Exercise requirements: Would you transcribe exactly the lines below, starting at the one that contains "This screenshot has width=1546, height=870." and ending with the last line, both included? Leave out all other lines.

Recorded data:
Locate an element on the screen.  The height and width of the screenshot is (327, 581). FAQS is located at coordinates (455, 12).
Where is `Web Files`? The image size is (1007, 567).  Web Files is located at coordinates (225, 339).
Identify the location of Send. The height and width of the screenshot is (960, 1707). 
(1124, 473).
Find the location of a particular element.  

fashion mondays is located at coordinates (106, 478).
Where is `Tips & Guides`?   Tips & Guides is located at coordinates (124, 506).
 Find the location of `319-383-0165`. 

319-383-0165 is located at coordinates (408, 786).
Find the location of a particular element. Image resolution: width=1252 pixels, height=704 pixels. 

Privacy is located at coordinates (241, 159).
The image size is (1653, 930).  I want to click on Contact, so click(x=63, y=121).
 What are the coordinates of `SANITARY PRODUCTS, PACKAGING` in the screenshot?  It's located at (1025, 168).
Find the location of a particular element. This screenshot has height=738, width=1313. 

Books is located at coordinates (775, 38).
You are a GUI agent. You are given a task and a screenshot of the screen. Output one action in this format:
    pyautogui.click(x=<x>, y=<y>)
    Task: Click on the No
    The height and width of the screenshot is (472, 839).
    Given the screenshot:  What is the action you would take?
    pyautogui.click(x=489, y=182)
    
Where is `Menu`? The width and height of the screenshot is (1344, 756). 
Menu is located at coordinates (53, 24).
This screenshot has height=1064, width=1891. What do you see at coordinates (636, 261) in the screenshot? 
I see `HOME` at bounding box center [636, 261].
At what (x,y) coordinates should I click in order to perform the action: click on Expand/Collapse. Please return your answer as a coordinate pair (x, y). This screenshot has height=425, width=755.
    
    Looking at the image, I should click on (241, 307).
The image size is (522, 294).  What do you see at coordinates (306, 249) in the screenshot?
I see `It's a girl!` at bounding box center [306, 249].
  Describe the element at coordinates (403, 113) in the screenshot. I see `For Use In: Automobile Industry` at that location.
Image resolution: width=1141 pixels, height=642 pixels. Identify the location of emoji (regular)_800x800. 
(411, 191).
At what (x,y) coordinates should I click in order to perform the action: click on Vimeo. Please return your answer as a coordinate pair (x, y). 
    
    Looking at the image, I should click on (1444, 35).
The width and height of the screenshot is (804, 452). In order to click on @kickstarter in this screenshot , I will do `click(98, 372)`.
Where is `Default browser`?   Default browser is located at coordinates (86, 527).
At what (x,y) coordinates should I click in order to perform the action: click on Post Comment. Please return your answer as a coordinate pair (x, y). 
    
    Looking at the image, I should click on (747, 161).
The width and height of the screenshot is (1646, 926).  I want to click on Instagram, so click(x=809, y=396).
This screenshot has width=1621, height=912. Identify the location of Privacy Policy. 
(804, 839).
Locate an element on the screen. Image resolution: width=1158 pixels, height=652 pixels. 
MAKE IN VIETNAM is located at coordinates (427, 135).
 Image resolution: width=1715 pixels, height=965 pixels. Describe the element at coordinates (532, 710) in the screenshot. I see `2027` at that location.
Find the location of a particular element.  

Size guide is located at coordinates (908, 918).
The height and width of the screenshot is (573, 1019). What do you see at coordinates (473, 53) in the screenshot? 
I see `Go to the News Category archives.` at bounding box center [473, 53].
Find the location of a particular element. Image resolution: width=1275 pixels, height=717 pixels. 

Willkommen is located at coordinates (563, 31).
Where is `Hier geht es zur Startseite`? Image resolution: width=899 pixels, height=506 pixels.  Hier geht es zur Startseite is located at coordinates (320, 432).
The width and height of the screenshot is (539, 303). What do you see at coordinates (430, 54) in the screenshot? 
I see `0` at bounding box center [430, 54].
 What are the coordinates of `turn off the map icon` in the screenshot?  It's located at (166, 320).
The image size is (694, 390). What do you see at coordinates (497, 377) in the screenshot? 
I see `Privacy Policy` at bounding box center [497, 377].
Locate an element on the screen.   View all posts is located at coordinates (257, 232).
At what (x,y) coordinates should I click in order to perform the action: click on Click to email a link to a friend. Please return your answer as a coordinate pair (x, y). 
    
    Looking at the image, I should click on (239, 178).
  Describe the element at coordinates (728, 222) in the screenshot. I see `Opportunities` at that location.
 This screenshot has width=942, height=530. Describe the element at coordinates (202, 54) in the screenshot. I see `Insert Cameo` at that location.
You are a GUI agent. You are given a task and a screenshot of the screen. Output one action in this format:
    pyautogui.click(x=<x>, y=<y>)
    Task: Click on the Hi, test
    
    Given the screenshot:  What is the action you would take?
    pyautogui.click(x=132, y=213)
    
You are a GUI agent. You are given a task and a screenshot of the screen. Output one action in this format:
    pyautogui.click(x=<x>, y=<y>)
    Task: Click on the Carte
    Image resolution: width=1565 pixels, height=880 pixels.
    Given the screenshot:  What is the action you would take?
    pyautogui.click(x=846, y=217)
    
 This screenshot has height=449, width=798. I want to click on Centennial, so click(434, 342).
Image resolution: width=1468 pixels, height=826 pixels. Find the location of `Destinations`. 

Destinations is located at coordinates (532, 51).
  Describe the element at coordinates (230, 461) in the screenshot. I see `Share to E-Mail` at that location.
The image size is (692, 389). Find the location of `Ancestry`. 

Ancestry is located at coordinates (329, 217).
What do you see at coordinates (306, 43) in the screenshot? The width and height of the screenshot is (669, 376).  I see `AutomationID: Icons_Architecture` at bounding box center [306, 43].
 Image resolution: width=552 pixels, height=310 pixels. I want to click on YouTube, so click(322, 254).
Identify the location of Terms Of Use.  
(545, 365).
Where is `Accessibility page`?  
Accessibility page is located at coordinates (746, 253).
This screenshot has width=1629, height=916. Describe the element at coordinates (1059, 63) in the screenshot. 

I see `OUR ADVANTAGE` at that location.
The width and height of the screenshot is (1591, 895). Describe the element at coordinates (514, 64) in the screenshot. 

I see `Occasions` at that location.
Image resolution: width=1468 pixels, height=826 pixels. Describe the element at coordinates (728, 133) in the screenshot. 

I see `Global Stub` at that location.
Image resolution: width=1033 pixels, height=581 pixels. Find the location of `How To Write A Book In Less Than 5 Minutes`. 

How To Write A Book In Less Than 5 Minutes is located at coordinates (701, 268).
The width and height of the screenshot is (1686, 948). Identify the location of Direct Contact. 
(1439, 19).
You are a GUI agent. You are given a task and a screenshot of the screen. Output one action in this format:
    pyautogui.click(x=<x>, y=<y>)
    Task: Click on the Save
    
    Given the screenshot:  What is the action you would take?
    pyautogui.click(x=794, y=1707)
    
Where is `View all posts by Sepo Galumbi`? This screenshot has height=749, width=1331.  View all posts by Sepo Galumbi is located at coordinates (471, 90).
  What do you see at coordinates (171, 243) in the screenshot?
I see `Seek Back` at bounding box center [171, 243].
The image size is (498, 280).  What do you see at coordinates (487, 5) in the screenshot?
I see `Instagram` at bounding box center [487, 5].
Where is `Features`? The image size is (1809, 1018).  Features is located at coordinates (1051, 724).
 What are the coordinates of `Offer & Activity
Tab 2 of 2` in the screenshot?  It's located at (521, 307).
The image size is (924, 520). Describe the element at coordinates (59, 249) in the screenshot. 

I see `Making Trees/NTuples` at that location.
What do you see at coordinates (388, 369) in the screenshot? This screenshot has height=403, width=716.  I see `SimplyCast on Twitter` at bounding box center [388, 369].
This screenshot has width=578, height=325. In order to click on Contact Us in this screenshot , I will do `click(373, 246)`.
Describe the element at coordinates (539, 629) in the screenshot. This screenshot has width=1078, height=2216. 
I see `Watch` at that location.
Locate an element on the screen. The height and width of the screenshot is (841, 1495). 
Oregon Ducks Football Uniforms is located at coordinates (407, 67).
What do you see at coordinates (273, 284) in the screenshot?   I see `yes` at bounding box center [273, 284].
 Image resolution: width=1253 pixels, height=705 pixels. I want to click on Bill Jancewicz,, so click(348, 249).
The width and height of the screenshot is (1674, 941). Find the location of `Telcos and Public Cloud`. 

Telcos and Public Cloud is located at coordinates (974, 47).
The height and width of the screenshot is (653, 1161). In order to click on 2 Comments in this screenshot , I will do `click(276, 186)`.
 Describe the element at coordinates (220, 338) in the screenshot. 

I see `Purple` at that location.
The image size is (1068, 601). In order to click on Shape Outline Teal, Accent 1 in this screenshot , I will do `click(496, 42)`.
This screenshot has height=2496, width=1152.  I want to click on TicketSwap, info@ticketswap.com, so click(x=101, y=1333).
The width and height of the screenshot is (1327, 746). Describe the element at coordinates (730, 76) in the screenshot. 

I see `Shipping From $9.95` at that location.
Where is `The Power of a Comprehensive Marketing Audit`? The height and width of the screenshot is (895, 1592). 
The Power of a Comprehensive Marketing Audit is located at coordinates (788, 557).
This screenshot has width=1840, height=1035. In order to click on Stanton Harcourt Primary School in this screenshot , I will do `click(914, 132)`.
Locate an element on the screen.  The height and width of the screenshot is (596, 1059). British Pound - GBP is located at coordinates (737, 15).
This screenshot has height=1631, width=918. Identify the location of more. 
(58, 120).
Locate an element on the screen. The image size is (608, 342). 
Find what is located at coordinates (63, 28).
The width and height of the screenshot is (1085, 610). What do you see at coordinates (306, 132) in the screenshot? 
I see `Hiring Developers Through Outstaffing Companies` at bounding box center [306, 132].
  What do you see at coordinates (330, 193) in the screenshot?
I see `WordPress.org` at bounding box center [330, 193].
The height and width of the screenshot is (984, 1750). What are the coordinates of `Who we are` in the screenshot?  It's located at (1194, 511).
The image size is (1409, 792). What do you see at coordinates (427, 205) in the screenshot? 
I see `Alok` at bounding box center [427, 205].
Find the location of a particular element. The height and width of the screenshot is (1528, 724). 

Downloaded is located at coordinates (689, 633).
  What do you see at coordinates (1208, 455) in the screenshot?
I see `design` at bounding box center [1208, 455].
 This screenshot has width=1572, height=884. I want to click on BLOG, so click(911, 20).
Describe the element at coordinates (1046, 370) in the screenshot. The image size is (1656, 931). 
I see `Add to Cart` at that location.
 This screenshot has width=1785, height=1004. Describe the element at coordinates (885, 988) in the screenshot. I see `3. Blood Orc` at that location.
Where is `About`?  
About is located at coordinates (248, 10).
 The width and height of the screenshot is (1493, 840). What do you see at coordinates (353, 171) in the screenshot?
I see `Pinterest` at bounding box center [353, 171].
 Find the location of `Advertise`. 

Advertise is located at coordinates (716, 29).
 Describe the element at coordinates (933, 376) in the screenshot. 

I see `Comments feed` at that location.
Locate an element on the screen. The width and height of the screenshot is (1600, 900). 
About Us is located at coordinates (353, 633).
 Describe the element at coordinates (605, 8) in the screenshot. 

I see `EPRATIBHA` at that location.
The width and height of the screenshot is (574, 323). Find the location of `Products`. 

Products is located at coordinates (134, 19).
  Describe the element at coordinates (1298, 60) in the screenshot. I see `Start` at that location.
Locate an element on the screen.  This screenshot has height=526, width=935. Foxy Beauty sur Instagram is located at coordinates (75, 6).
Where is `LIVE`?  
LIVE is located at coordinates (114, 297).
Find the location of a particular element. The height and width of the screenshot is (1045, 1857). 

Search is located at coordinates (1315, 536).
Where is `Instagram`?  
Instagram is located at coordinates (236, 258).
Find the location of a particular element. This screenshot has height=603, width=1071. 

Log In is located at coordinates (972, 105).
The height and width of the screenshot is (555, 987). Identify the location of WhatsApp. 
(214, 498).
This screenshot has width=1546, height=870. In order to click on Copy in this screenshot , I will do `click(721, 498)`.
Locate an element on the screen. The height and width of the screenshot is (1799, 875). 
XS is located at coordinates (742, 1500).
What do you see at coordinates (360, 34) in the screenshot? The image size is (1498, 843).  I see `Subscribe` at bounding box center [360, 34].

Answer for this exercise:
This screenshot has width=1546, height=870. In order to click on Copy in this screenshot , I will do `click(721, 498)`.
Locate an element on the screen. The height and width of the screenshot is (1799, 875). 
XS is located at coordinates (742, 1500).
What do you see at coordinates (360, 34) in the screenshot? The image size is (1498, 843).  I see `Subscribe` at bounding box center [360, 34].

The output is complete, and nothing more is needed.